The avian flu which has already claimed the lives of 37 in China has the potential to cause a global outbreak of flu, a new study claims. An international team led by Yoshihiro Kawaoka of the University of Wisconsin-Madison and the University of Tokyo conducted a comprehensive analysis of two of the first human isolates of the virus from patients in China. Their efforts revealed the H7N9 virus's ability to infect and replicate in several species of mammals, including ferrets and monkeys, and to transmit in ferrets — data that suggests H7N9 viruses have the potential to become a worldwide threat to human health.
"H7N9 viruses have several features typically associated with human influenza viruses and therefore possess pandemic potential and need to be monitored closely," says Kawaoka, one of the world's leading experts on avian flu.
Normally, avian influenza viruses do not infect humans, with the exception of the highly pathogenic H5N1 strains.
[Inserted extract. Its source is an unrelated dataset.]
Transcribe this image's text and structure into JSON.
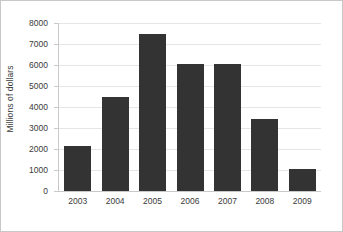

However, the H7N9 virus has so far infected at least 132 humans, killing more than 20 percent of those infected, and several instances of human-to-human infection are suspected.
The new study suggests that the ability of the H7N9 virus to infect and replicate in human cells may be due to just a few amino acid changes in the genetic sequence of the virus. "These two features are necessary, although not sufficient, to cause a pandemic," says Kawaoka, explaining that the influenza virus depends on host cells, which it hijacks to make new virus particles and sustain the chain of infection.
In monkeys, the H7N9 virus was shown to efficiently infect cells in both the upper and lower respiratory tract. Conventional human flu viruses are typically restricted to the upper airway of infected nonhuman primates.
"If H7N9 viruses acquire the ability to transmit efficiently from person to person, a worldwide outbreak is almost certain since humans lack protective immune responses to these types of viruses," according to Kawaoka.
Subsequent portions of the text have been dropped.